Out-Law News 3 min. read

EU Commission will draft directive for automatic exchange of tax rulings, says president


The European Commission will propose a new directive on the automatic exchange of information about tax rulings between EU countries, Commission president Jean-Claude Juncker has said.

"On behalf of the Commission, we support tax on financial transactions," he told European newspapers including Le Monde this week. "And over the next semester commissioner Moscovici [the Commission responsible for economic policy] is going to prepare a directive on the automatic exchange of information on tax rulings."

Tax rulings are 'comfort letters' from tax authorities giving a specific company clarity on how its corporate tax will be calculated or on the use of special tax provisions. Tax rulings are used in particular to confirm transfer pricing arrangements, which are the prices charged for commercial transactions between various parts of the same group of companies, particularly prices set for goods sold or services provided by one subsidiary of a corporate group to another subsidiary of the same group. Tax rulings may involve state aid within the meaning of EU rules if they are used to provide selective advantages to a specific company or group of companies.

Heather Self, a tax expert at Pinsent Masons, the law firm behind Out-law.com, said: "The suggestion of sharing ruling information goes beyond the current OECD proposals on automatic exchange of information. While current efforts are focused on ensuring that tax authorities have details of taxpayers’ transactions for risk assessment purposes, an exchange of rulings will permit tax authorities to monitor each other’s behaviour."

Self said that there are wide variations in practice relating to the issuing of tax rulings around the EU and elsewhere. She said that the US already publishes its 'Private Letter Rulings' in anonymised form and many countries have a practice of making more rulings than the UK does. 

Juncker has been under political pressure early in his term as Commission president because Luxembourg, the country he led for 18 years as prime minister, was found to have granted tax rulings to multinational companies that moved profits to the country and paid an effective tax rate of 1%.

Critics accused the country of facilitating tax shifting and Juncker survived a motion of censure in the European Parliament this week. The European Commission is currently investigating whether tax rulings granted by Luxembourg in favour of Amazon and Fiat Finance and Trade, a subsidiary of the car company, were illegal state aid.

Juncker, who was prime minister of Luxembourg from 1995 to 2013, told the newspapers that he had discussed the plan for an EU-wide law on tax information sharing with the leaders of the 20 countries with the most developed economies at the G20 summit in Brisbane earlier this month, but that the plan did not attract widespread support.

"I was surprised at the last G20 summit [that] heads of state weren’t so enthusiastic about this idea. Only the Germans, the French, the Spanish and the Italians supported this proposition, as well as the South Korean president," he said. "At the G20 the subject wasn’t originally envisaged to feature in the final declaration of the summit – we protested, and it was put on the agenda. Then we ended up with a phrase requesting more transparency but this is not the wording that I requested to begin with.”

As companies increasingly sell goods and services online there are ongoing debates between countries and between governments and companies about whether income should be taxed where customers are or where the company is based. Juncker indicated that the location of taxation might be based on another criterion – "where profit arises".

"My sincere conviction is that the country where the profit arises should be the country of taxation, it’s a general common sense principle. This principle is not currently in practice, but we are going to make proposals in that direction," he said.

Self said: “We already have concerns that the EU state aid investigations may be going too far.   This proposal appears to be encouraging tax authorities to check up on each other, which may be greeted with some surprise by fiscal authorities and taxpayers alike.”

The automatic exchange of financial information is seen by governments and regulators as being more important than ever as financial transactions and accounting are increasingly internationalised.

The Organisation for Economic Co-operation and Development (OECD) announced plans earlier this year for a standardised method of exchanging information automatically.

"Globalisation of the world's financial system has made it increasingly simple for people to make, hold and manage investments outside their country of residence," said OECD secretary-general Angel Gurría. "This new standard on automatic exchange of information will ramp up international tax co-operation, putting governments back on a more even footing as they seek to protect the integrity of their tax systems and fight tax evasion."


▶ [EXERCISE AIM]:
Extract, exactly as written, the line that contains "Image resolution: width=771" and all lines after it through the end of the records. Omit pictures.

▶ [GIVEN ENTRIES]:
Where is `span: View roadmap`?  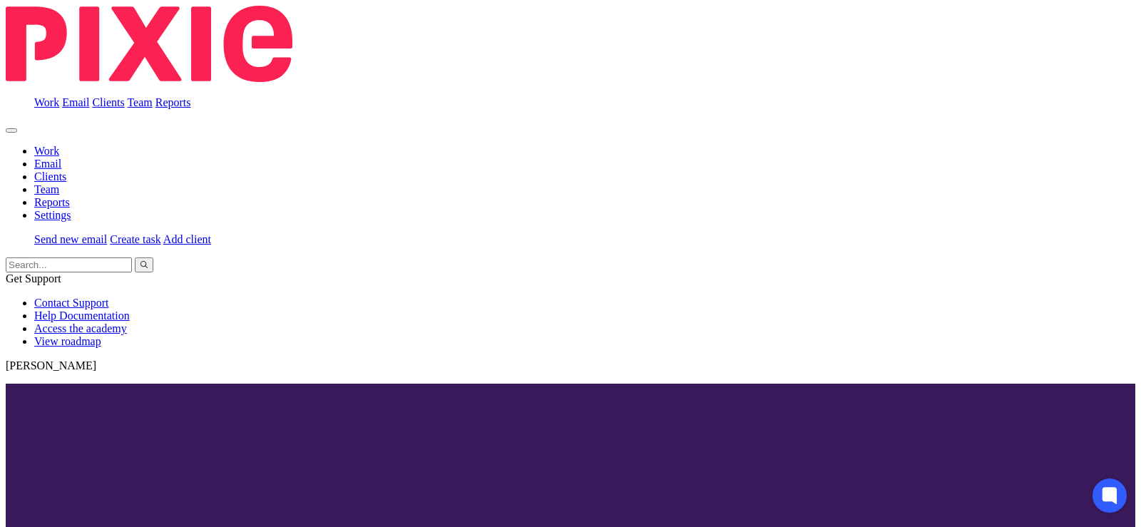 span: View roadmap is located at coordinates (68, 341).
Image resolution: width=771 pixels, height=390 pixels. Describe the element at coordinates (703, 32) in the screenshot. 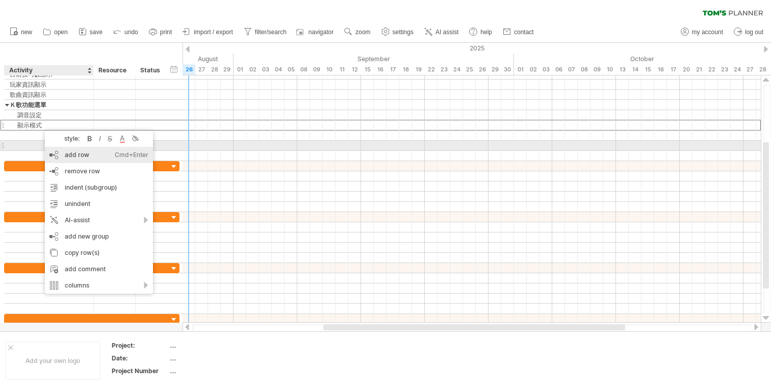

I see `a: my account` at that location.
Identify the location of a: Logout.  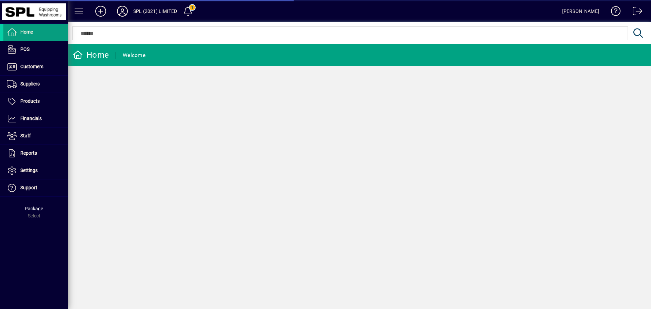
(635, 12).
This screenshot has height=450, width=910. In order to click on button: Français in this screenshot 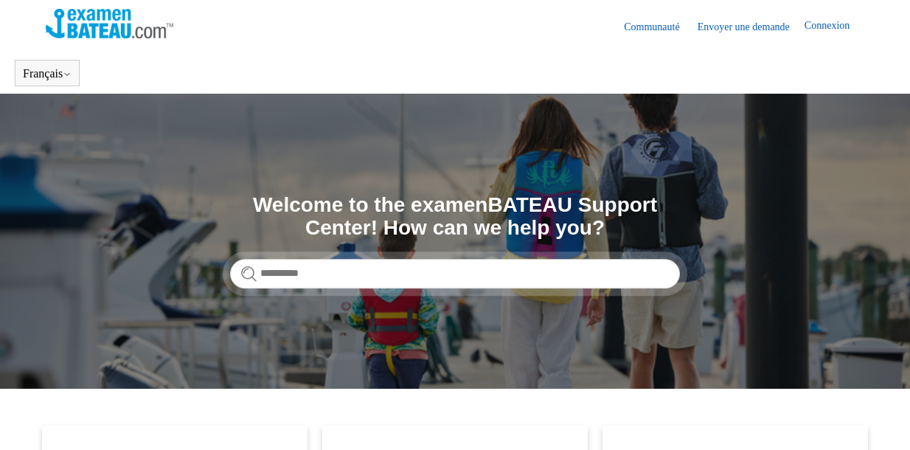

▶ [SOLUTION FOR THIS TASK]:
Image resolution: width=771 pixels, height=390 pixels. Describe the element at coordinates (703, 32) in the screenshot. 

I see `a: my account` at that location.
Identify the location of a: Logout.  
(635, 12).
This screenshot has height=450, width=910. In order to click on button: Français in this screenshot 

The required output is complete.